There is no easy way to categorize this story of a Christian missionary’s linguistic adventures in the Amazon forest. It’s a little as if Paul Theroux’s The Mosquito Coast had been rewritten by Steve Pinker, but only a little. In 1977, Daniel Everett took his young family to live with the Pirahas, a small and remote tribe in the Brazilian interior with one of the least understood languages in the world. Supported by a missionary organization with the slightly misleading title of the Summer Institute of Linguistics, his aim was to learn Piraha so that he could translate the Bible.
As no Piraha could read or write, or even understand the concept of written language, this might have seemed like an act of vainglorious folly. But Everett had other problems. Within months, his wife and daughter almost died of malaria. And one evening, drunk on a trader’s cheap booze, the tribe decided to kill Everett, who managed to talk his prospective killer into laying down his shotgun.
Then there was the language itself. Where did he begin? Piraha shares no root or vocabulary with any other known language. As no one among the Pirahas could speak any other language, Everett had to construct a painstaking system of trial and error. The job was made almost impossible by the fact that Piraha is a tonal language and many words appear to take an arbitrarily changing form.
Like a true missionary, however, Everett persisted over the course of several decades and gradually mastered the language. In the process he learned that the Piraha were not interested in the Bible, Christ or, indeed, any abstract philosophy or experience that they could not themselves witness. He also discovered that he no longer believed in God.
In many respects, Everett’s memoir conforms to the myth of the noble savage. At first, he is shocked by the realization that Piraha women are left to die in childbirth, unattended by loved ones. And he is horrified when a young motherless baby, whose life he desperately tries to save, is killed by her father. But he comes to see these events as part of a culture that renders the Piraha the happiest and most contented people he has ever encountered.
If that were the extent of the book, it would amount to an interesting, if rather formal, travelogue, another tale of a presumptuous Westerner finding enlightenment in the depths of primitive society. The difference here is that Everett, an academic linguist, also presents a radical challenge to Noam Chomsky’s theory of universal grammar, which has dominated linguistics for half a century.
It always seemed a little odd that someone with Chomsky’s belligerent ability to be wrong about almost everything in politics could be so right in another intellectual field. But the fact is that Chomsky saved linguistics from a behavioral ghetto. Noticing the complexity of human language skills, and the striking grammatical similarities that underpinned them, Chomsky proposed that the organizing principle of language — grammar — was not learned so much as encoded: humans were born, as it were, with a grammar gene.
But it only takes one black swan to falsify the proposition that swans are by definition white. And Piraha, according to Everett, is the linguistic black swan that does for Chomsky. Instead of saying, “The man, who was tall, came into the house,” Pirahas say, “The man came into the house. He was tall.” This is because Piraha language apparently lacks what is known as “recursion,” the process by which relative clauses are embedded in sentences to produce an infinite set of possibilities. It’s this fundamental trait, Chomsky says, that distinguishes human from animal communication.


_Activity_. Report only how many lines in the material contain "daysWed".

Top of Supplied records

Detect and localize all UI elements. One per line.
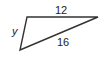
label-hypotenuse: 16 xyxy=(57,36,69,48)
label-left-side: y xyxy=(11,25,19,37)
triangle-diagram: 12 y 16 xyxy=(0,0,105,57)
label-top-side: 12 xyxy=(55,4,67,16)
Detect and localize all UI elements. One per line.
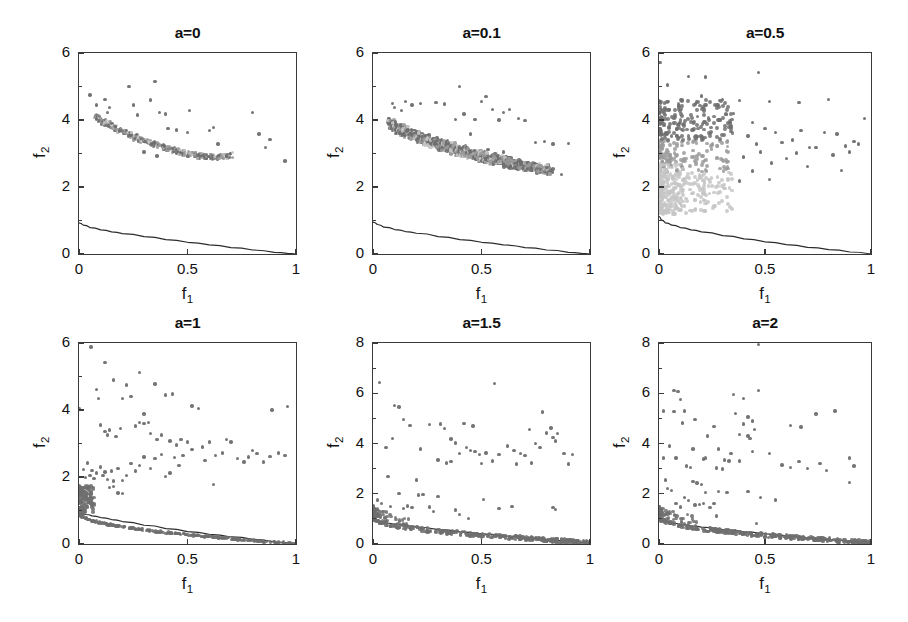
data-point: [450, 533, 453, 536]
data-point: [427, 134, 431, 138]
data-point: [687, 527, 690, 530]
data-point: [142, 412, 145, 415]
data-point: [163, 146, 166, 149]
data-point: [721, 531, 724, 534]
data-point: [484, 157, 488, 161]
data-point: [586, 542, 589, 545]
data-point: [668, 143, 672, 147]
data-point: [133, 137, 136, 140]
data-point: [125, 383, 128, 386]
data-point: [482, 155, 486, 159]
data-point: [702, 113, 706, 117]
data-point: [853, 540, 856, 543]
data-point: [115, 525, 118, 528]
data-point: [658, 61, 661, 64]
data-point: [658, 174, 661, 178]
data-point: [692, 155, 696, 159]
data-point: [671, 212, 675, 216]
data-point: [681, 179, 685, 183]
data-point: [702, 107, 706, 111]
x-axis-label-subscript: 1: [764, 583, 771, 595]
data-point: [658, 510, 661, 513]
data-point: [517, 166, 521, 170]
data-point: [194, 152, 197, 155]
data-point: [148, 529, 151, 532]
data-point: [661, 175, 665, 179]
data-point: [408, 133, 412, 137]
data-point: [162, 144, 165, 147]
data-point: [666, 117, 670, 121]
data-point: [487, 158, 491, 162]
data-point: [477, 155, 481, 159]
data-point: [725, 149, 729, 153]
data-point: [88, 518, 91, 521]
data-point: [538, 538, 541, 541]
data-point: [662, 203, 666, 207]
data-point: [710, 176, 714, 180]
data-point: [663, 209, 667, 213]
data-point: [475, 152, 479, 156]
data-point: [462, 422, 465, 425]
data-point: [707, 118, 711, 122]
data-point: [374, 519, 377, 522]
data-point: [90, 493, 94, 497]
data-point: [394, 124, 398, 128]
data-point: [438, 145, 442, 149]
data-point: [472, 534, 475, 537]
data-point: [755, 142, 758, 145]
data-point: [411, 129, 415, 133]
data-point: [709, 528, 712, 531]
data-point: [500, 157, 504, 161]
x-tick-label: 1: [266, 260, 326, 277]
data-point: [220, 154, 223, 157]
data-point: [543, 539, 546, 542]
data-point: [431, 137, 435, 141]
data-point: [782, 535, 785, 538]
data-point: [496, 154, 500, 158]
data-point: [80, 492, 84, 496]
data-point: [78, 490, 81, 494]
data-point: [293, 542, 296, 545]
data-point: [456, 149, 460, 153]
data-point: [445, 143, 449, 147]
y-tick-label: 2: [332, 484, 364, 501]
data-point: [111, 124, 114, 127]
data-point: [673, 514, 676, 517]
data-point: [230, 538, 233, 541]
data-point: [453, 141, 457, 145]
data-point: [376, 515, 379, 518]
data-point: [661, 186, 665, 190]
data-point: [226, 154, 229, 157]
data-point: [716, 144, 720, 148]
data-point: [672, 212, 676, 216]
y-tick-label: 6: [332, 43, 364, 60]
data-point: [756, 533, 759, 536]
data-point: [497, 159, 501, 163]
data-point: [665, 205, 669, 209]
data-point: [492, 155, 496, 159]
data-point: [867, 542, 870, 545]
data-point: [123, 525, 126, 528]
data-point: [712, 425, 715, 428]
data-point: [103, 121, 106, 124]
data-point: [672, 131, 676, 135]
data-point: [451, 145, 455, 149]
data-point: [142, 140, 145, 143]
data-point: [516, 161, 520, 165]
data-point: [570, 538, 573, 541]
data-point: [507, 166, 511, 170]
data-point: [860, 539, 863, 542]
data-point: [659, 509, 662, 512]
data-point: [556, 432, 559, 435]
data-point: [504, 536, 507, 539]
data-point: [386, 121, 390, 125]
data-point: [189, 154, 192, 157]
data-point: [678, 208, 682, 212]
data-point: [667, 108, 671, 112]
data-point: [675, 182, 679, 186]
data-point: [508, 536, 511, 539]
data-point: [726, 528, 729, 531]
data-point: [686, 513, 689, 516]
data-point: [186, 440, 189, 443]
data-point: [837, 538, 840, 541]
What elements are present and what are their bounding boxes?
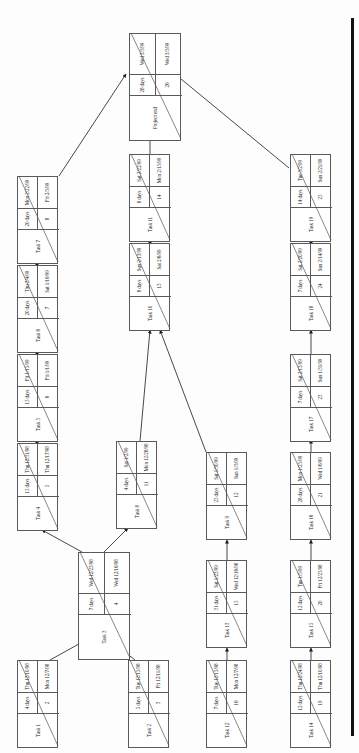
task-node-row-bottom: 4Wed 12/16/98	[105, 553, 130, 614]
task-node-row-bottom: 2Mon 12/7/98	[38, 661, 57, 713]
node-finish: Tue 12/15/98	[129, 661, 148, 692]
node-id: 23	[311, 386, 330, 407]
node-start: Mon 12/28/98	[137, 442, 156, 473]
task-node-fields: 4 daysThu 12/10/982Mon 12/7/98	[18, 661, 57, 713]
task-node[interactable]: Task 118 daysSat 2/22/9914Mon 2/15/99	[129, 154, 170, 242]
node-start: Fri 12/25/98	[311, 561, 330, 592]
node-finish: Sun 2/13/99	[130, 244, 149, 275]
task-node[interactable]: Task 1331 daysSat 1/23/9915Wed 12/16/98	[206, 560, 247, 648]
node-start: Thu 12/10/98	[311, 661, 330, 692]
node-finish: Sat 2/20/99	[291, 244, 310, 275]
task-node[interactable]: Task 187 daysSat 2/20/9924Sun 2/14/99	[290, 243, 331, 331]
task-node[interactable]: Task 1512 daysTue 1/5/9920Fri 12/25/98	[290, 560, 331, 648]
task-node-body: Project end28 daysWed 3/3/9926Wed 3/3/99	[130, 34, 180, 140]
task-node[interactable]: Task 1628 daysMon 1/25/9921Wed 1/6/99	[290, 452, 331, 540]
task-node[interactable]: Task 925 daysSat 1/30/9912Sun 1/3/99	[206, 452, 247, 540]
node-name: Task 5	[18, 407, 59, 441]
node-finish: Mon 2/22/99	[18, 177, 37, 208]
task-node-fields: 25 daysSat 1/30/9912Sun 1/3/99	[207, 453, 246, 505]
task-node-fields: 12 daysTue 1/5/9920Fri 12/25/98	[291, 561, 330, 613]
task-node-body: Task 1331 daysSat 1/23/9915Wed 12/16/98	[207, 561, 246, 647]
task-node-row-bottom: 12Sun 1/3/99	[227, 453, 246, 505]
task-node-row-bottom: 26Wed 3/3/99	[156, 34, 181, 95]
task-node-body: Task 515 daysFri 1/15/996Fri 1/1/99	[18, 355, 57, 441]
task-node[interactable]: Project end28 daysWed 3/3/9926Wed 3/3/99	[129, 33, 181, 141]
dependency-arrow[interactable]	[160, 330, 206, 452]
node-id: 19	[311, 692, 330, 713]
node-id: 7	[38, 297, 57, 318]
task-node[interactable]: Task 14 daysThu 12/10/982Mon 12/7/98	[17, 660, 58, 748]
node-duration: 14 days	[291, 186, 310, 207]
node-start: Wed 3/3/99	[156, 34, 181, 74]
task-node[interactable]: Task 108 daysSun 2/13/9913Sat 2/6/99	[129, 243, 170, 331]
dependency-arrow[interactable]	[140, 330, 150, 441]
node-finish: Thu 2/4/99	[18, 266, 37, 297]
task-node-fields: 7 daysWed 12/23/984Wed 12/16/98	[79, 553, 129, 614]
task-node[interactable]: Task 1914 daysTue 3/2/9925Sun 2/21/99	[290, 154, 331, 242]
task-node-row-top: 31 daysSat 1/23/99	[207, 561, 227, 613]
node-duration: 12 days	[291, 692, 310, 713]
task-node[interactable]: Task 25 daysTue 12/15/983Fri 12/11/98	[128, 660, 169, 748]
task-node-row-top: 12 daysTue 1/5/99	[291, 561, 311, 613]
task-node-fields: 20 daysMon 2/22/998Fri 2/5/99	[18, 177, 57, 229]
node-start: Sun 1/3/99	[227, 453, 246, 484]
dependency-arrow[interactable]	[42, 530, 82, 552]
task-node-body: Task 415 daysThu 12/31/985Thu 12/17/98	[18, 444, 57, 530]
node-id: 14	[150, 186, 169, 207]
task-node[interactable]: Task 620 daysThu 2/4/997Sat 1/16/99	[17, 265, 58, 353]
node-duration: 25 days	[207, 484, 226, 505]
node-name: Task 17	[291, 407, 332, 441]
task-node-body: Task 720 daysMon 2/22/998Fri 2/5/99	[18, 177, 57, 263]
task-node-row-top: 15 daysThu 12/31/98	[18, 444, 38, 496]
task-node[interactable]: Task 1412 daysThu 12/24/9819Thu 12/10/98	[290, 660, 331, 748]
task-node-row-bottom: 23Sun 1/31/99	[311, 355, 330, 407]
node-id: 4	[105, 593, 130, 614]
task-node[interactable]: Task 515 daysFri 1/15/996Fri 1/1/99	[17, 354, 58, 442]
task-node[interactable]: Task 127 daysTue 12/15/9816Mon 12/7/98	[206, 660, 247, 748]
task-node-fields: 15 daysFri 1/15/996Fri 1/1/99	[18, 355, 57, 407]
task-node-body: Task 177 daysSat 2/13/9923Sun 1/31/99	[291, 355, 330, 441]
task-node[interactable]: Task 720 daysMon 2/22/998Fri 2/5/99	[17, 176, 58, 264]
dependency-arrow[interactable]	[104, 528, 128, 552]
task-node-body: Task 14 daysThu 12/10/982Mon 12/7/98	[18, 661, 57, 747]
node-duration: 20 days	[18, 208, 37, 229]
task-node-fields: 15 daysThu 12/31/985Thu 12/17/98	[18, 444, 57, 496]
task-node-row-bottom: 25Sun 2/21/99	[311, 155, 330, 207]
task-node-row-top: 5 daysTue 12/15/98	[129, 661, 149, 713]
task-node-row-bottom: 13Sat 2/6/99	[150, 244, 169, 296]
task-node-row-top: 20 daysThu 2/4/99	[18, 266, 38, 318]
dependency-arrow[interactable]	[59, 74, 126, 176]
node-duration: 15 days	[18, 475, 37, 496]
dependency-arrow[interactable]	[175, 74, 289, 168]
task-node-row-top: 12 daysThu 12/24/98	[291, 661, 311, 713]
node-finish: Sat 1/2/99	[117, 442, 136, 473]
task-node-row-top: 28 daysWed 3/3/99	[130, 34, 156, 95]
node-name: Task 18	[291, 296, 332, 330]
node-finish: Thu 12/24/98	[291, 661, 310, 692]
node-name: Task 16	[291, 505, 332, 539]
node-start: Mon 2/15/99	[150, 155, 169, 186]
node-name: Task 15	[291, 613, 332, 647]
task-node-row-bottom: 16Mon 12/7/98	[227, 661, 246, 713]
task-node-body: Task 187 daysSat 2/20/9924Sun 2/14/99	[291, 244, 330, 330]
task-node[interactable]: Task 37 daysWed 12/23/984Wed 12/16/98	[78, 552, 130, 660]
node-finish: Wed 3/3/99	[130, 34, 155, 74]
node-duration: 28 days	[291, 484, 310, 505]
task-node-row-top: 15 daysFri 1/15/99	[18, 355, 38, 407]
node-name: Task 10	[130, 296, 171, 330]
node-finish: Tue 1/5/99	[291, 561, 310, 592]
task-node[interactable]: Task 177 daysSat 2/13/9923Sun 1/31/99	[290, 354, 331, 442]
task-node-fields: 12 daysThu 12/24/9819Thu 12/10/98	[291, 661, 330, 713]
node-start: Thu 12/17/98	[38, 444, 57, 475]
task-node-body: Task 25 daysTue 12/15/983Fri 12/11/98	[129, 661, 168, 747]
task-node-body: Task 1628 daysMon 1/25/9921Wed 1/6/99	[291, 453, 330, 539]
node-id: 26	[156, 74, 181, 95]
node-start: Fri 2/5/99	[38, 177, 57, 208]
task-node[interactable]: Task 84 daysSat 1/2/9911Mon 12/28/98	[116, 441, 157, 529]
task-node-body: Task 1914 daysTue 3/2/9925Sun 2/21/99	[291, 155, 330, 241]
node-start: Fri 12/11/98	[149, 661, 168, 692]
node-duration: 8 days	[130, 186, 149, 207]
node-duration: 12 days	[291, 592, 310, 613]
task-node[interactable]: Task 415 daysThu 12/31/985Thu 12/17/98	[17, 443, 58, 531]
node-id: 16	[227, 692, 246, 713]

Bottom of Supplied records

_Answer to this exercise_. 5